Your wife is exhausted, but you suspect she is using the demands – and the escape from adult relationships – that motherly love affords to sidestep your needs. Yet you have stood by her during stressful times that, you suspect, counselling hasn’t solved.

Andrew Marshall, a psychotherapist, often sees people who've had counselling for the emotional impact of sexual assault but have been given no help about returning to being sexual with their loving partner. "Frequently, their partner has not had the chance to talk about his upset, either, and his fears of upsetting or hurting his partner," he says.

When walking on eggshells with your wife, an affair may be tempting.

Your mutual respect for one another stops you. Despite dealing with depression, motherhood and then sexual assault, your wife is a “wonderful mother”, which shows how well she has coped.

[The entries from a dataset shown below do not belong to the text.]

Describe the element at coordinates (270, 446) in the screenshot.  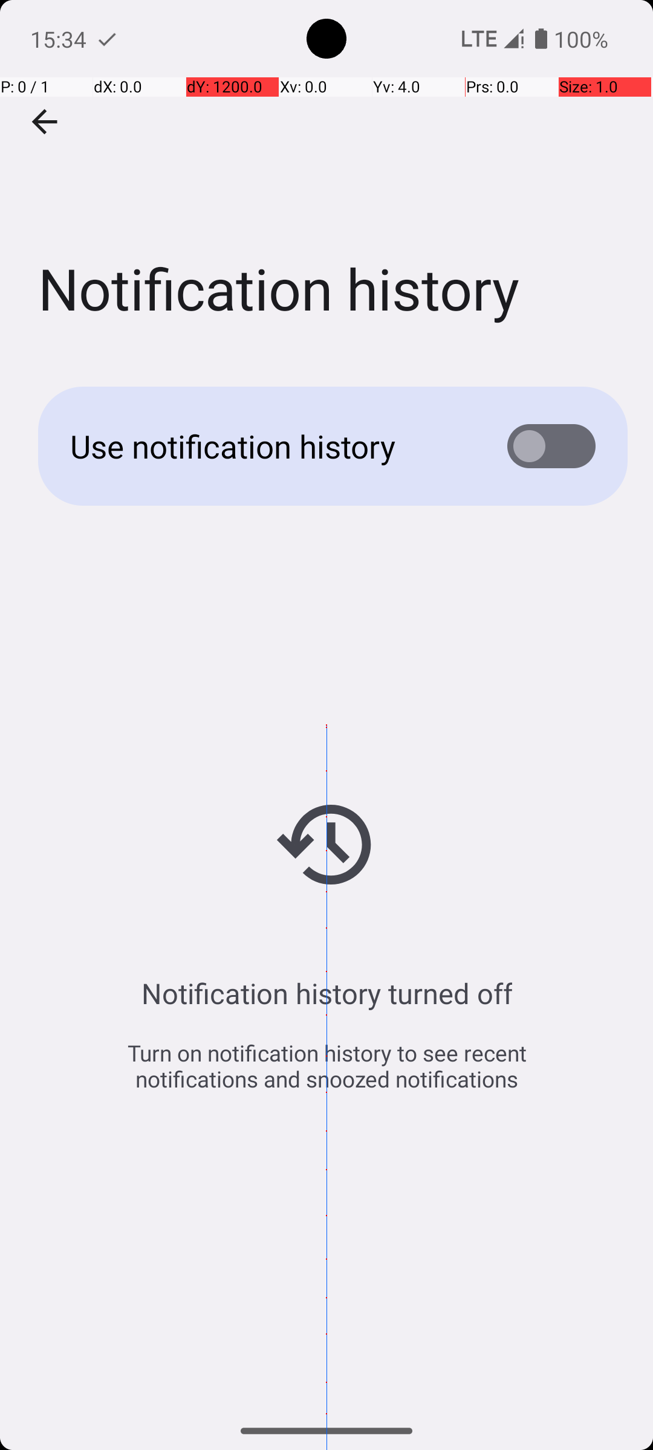
I see `Use notification history` at that location.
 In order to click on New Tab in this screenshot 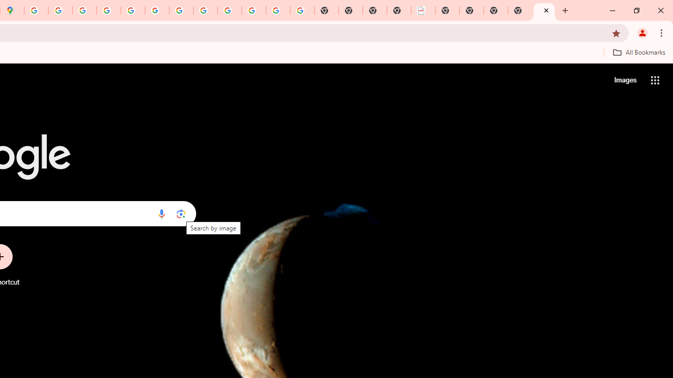, I will do `click(544, 11)`.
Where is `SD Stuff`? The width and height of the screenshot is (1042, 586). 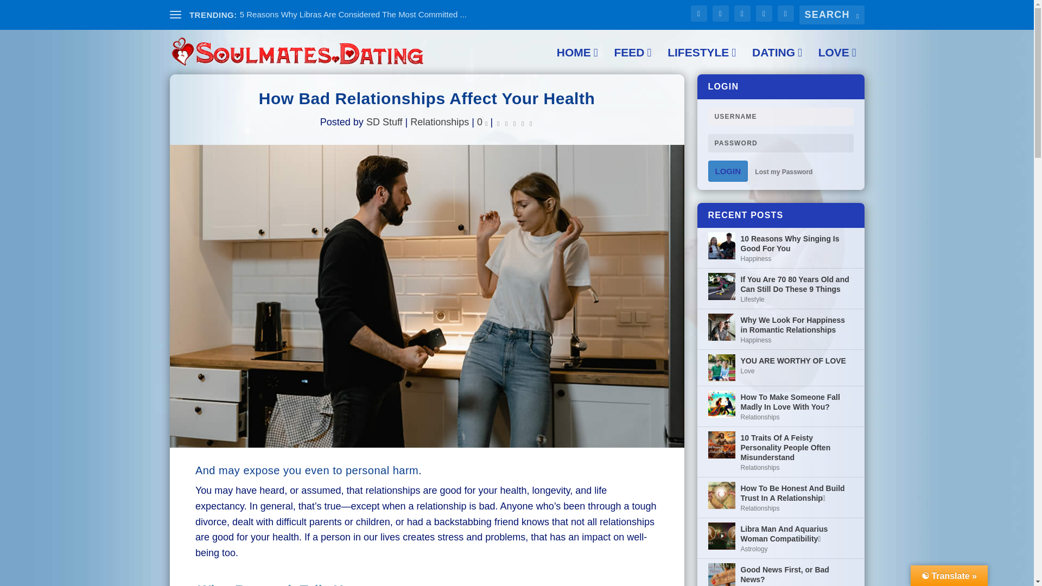 SD Stuff is located at coordinates (384, 122).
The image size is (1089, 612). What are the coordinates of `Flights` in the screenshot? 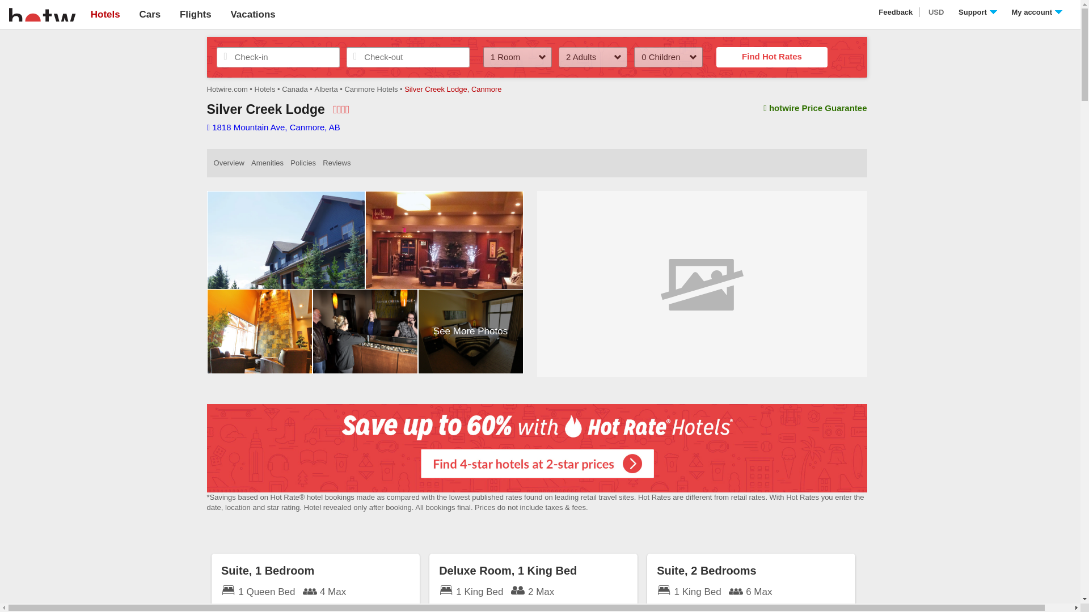 It's located at (195, 14).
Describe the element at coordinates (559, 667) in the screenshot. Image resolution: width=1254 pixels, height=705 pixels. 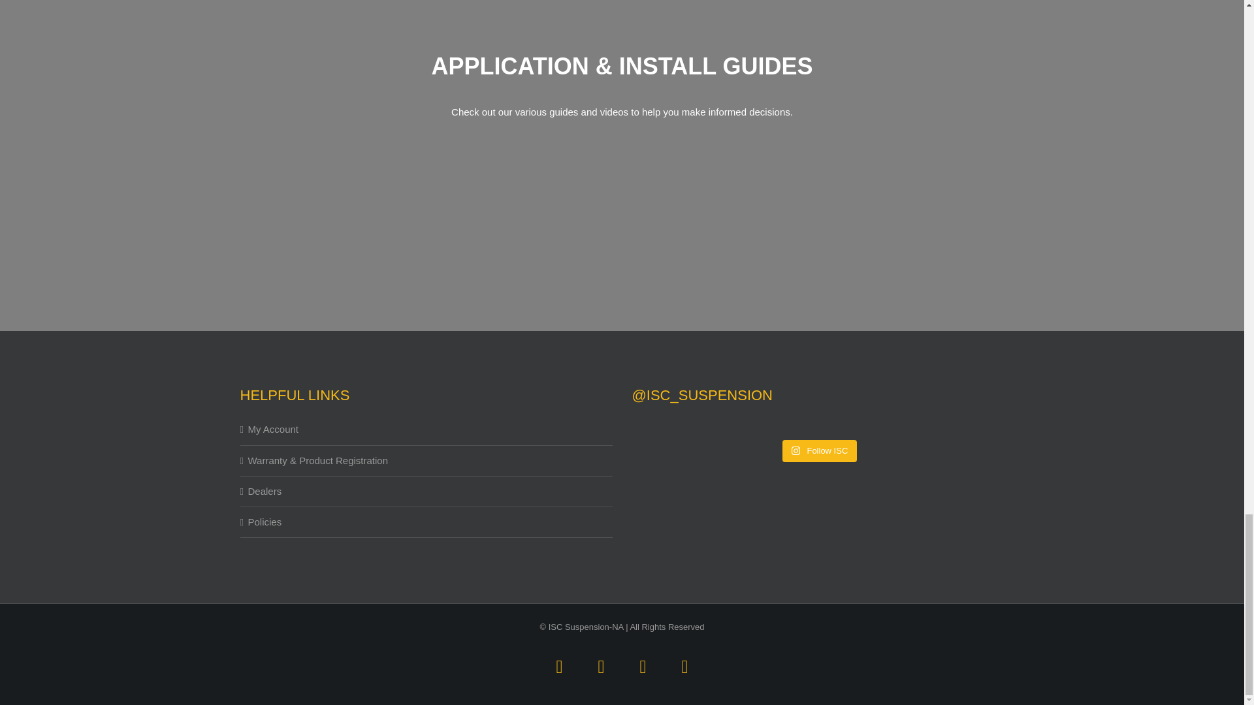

But your bottom line is different from hers, it seems. To be happy you need sex. She doesn’t seem to, or is repressing that need.

“Nobody should be pressured into having sex they don’t want, but at the same time nobody should have to do without the sex they do want,” says Marshall, who has written several self-help books about sexual relationships.

“What’s important is that you talk about it rather than avoiding the topic – by sneaking up to bed late. Unfortunately, sex is really difficult to talk about, especially with your partner, as it can easily come across as criticism. So it is really important that you address everything in the positive: ‘I love you, and I really enjoy it when we make love. How is it for you?’ ”

You need to find out why sex has become more difficult for you as a couple. Maybe it is just tiredness on the part of your wife, in which case she may need more support with the children and in the kitchen. Just a thought.

You seem to have fallen into an all-or-nothing trap, where each of you stays on your side of the bed – for other people this may even mean staying out of the bed entirely – for fear of sending wrong signals.

"But kissing and cuddling, as a joy in its own right, without leading to sex, may still be possible if you can find a way of suggesting this," says Marshall, whose book Make Love Like a Prairie Vole has a step-by-step guide to becoming intimate again.

Sex in a marriage seems to become more difficult as time goes on for many reasons: boredom, repressed anger, psychological issues, fatigue.

Couples counselling could also help, but you must let go of feeling “greedy” and “doomed” to 40 years in the sexual desert.